Each INT may use different methods to collect intelligence information. For example, SIGINT might collect electronic emissions, telemetry or communications (fax, phone, radio, computers, etc.) using, as appropriate, ground sites, airborne collectors, or satellites. Imagery might likewise be obtained using similar platforms and consist of infrared, radar, or photographic images. HUMINT might employ clandestine collectors (spies). HUMINT probably would employ individuals to openly observe, photograph, elicit from others, and gather data available to the public (such as found in publications). Public domain data is receiving increased emphasis in the collection of information. Mr. Gates observed in his Judiciary Committee testimony that "... most intelligence services ÷ including those in former communist countries÷have begun to place a higher premium on open source collection." He added that this was due. in part, to the greater capabilities of computers as well as the fact that open source collection is less politically risky.

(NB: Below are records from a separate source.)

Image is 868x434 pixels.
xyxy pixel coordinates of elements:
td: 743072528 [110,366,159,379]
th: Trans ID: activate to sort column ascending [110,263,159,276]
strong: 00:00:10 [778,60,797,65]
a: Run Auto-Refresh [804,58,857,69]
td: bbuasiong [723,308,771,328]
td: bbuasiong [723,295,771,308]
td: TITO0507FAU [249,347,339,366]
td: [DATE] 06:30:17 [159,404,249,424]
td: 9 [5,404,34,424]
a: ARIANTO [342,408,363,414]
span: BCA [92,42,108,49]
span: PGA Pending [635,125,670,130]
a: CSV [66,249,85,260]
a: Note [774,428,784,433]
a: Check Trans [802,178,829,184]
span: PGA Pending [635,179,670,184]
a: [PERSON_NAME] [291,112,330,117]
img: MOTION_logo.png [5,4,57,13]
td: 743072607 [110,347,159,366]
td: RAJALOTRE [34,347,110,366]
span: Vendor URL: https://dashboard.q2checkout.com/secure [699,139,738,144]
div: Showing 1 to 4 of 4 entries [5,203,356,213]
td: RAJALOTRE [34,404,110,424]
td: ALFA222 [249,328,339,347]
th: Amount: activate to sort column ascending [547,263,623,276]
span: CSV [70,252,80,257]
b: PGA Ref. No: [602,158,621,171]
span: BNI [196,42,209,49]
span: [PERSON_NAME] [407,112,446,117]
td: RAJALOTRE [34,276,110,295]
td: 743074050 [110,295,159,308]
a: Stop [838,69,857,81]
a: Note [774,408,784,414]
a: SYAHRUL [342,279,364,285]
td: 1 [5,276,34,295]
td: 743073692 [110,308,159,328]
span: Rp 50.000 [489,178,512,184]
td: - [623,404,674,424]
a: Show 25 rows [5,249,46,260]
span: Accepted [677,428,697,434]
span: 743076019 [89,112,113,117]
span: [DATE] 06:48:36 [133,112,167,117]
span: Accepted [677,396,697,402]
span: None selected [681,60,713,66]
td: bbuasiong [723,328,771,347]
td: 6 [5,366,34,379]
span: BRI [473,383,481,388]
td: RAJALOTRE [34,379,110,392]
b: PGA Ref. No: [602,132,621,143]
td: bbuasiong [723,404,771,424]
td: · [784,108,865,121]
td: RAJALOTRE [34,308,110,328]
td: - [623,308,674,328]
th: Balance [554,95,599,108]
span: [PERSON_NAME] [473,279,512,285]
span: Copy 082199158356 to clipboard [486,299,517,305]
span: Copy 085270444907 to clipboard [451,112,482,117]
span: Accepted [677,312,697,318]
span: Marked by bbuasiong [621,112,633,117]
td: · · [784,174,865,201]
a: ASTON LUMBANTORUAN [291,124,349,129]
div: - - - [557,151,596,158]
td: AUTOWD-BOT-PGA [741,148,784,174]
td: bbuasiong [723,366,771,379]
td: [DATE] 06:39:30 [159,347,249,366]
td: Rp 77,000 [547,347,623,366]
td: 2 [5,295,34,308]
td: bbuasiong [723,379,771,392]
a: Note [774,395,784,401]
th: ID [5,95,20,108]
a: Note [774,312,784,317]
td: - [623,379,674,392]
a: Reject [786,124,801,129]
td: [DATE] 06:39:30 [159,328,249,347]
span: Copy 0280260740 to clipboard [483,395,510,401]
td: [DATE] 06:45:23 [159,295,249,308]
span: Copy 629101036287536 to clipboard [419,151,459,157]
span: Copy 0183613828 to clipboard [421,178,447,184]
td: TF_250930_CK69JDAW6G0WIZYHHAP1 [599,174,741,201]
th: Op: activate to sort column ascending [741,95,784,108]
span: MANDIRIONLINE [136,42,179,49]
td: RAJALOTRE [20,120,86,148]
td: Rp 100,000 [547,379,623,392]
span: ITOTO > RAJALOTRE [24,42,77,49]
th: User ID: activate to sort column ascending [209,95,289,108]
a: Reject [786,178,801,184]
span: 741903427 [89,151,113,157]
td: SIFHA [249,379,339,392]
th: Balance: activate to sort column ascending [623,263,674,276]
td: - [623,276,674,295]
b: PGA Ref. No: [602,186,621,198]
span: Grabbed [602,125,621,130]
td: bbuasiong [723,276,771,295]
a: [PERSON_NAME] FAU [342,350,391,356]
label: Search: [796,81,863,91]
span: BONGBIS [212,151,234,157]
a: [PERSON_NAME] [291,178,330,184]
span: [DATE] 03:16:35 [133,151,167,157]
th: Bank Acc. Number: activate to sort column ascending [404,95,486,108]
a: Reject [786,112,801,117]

The various INTs and all-source approaches to the collection of information are not, of course, the exclusive province of foreign intelligence services. Indeed, Spytech has migrated to the commercial world. In fact, even a toy company has picked up on the theme and up on the technologies by introducing several "toys" with that name to include a long distance microphone and secret writing materials. Sophisticated techniques and technologies are available to both foreign and domestic corporations willing to pay and use them, take for example, the SPOT Earth-resources satellite. The September 1990 issue of Defense Electronics and Computing showed a detailed photograph of the U.S. Navy Base at Norfolk. It was taken by the SPOT satellite with the image enhanced by computer. The quality was such that even a non-professional photo interpreter would be capable of deriving valuable intelligence. You do not, of course, need to go to space to obtain photos. Aerial photos using high resolution cameras will do the job nicely as may hand held cameras. Communication intercept equipment is easy to obtain through many commercial vendors and one can establish a relatively sophisticated communication intelligence site for less than $10,000. `'Spy stores" sell an abundance of recording equipment (miniaturized, built into attache cases, and even into the proverbial martini olive) which could be used by insiders or penetration agents. Hi-tech catalogues advertise long-range microphones. There are miniature lenses, as well, which work effectively with television recording devices. And, of course, people simply can carry away 750 pages of information in the form of one pocket-sized computer diskette as another HUMINT way of obtaining corporate secrets.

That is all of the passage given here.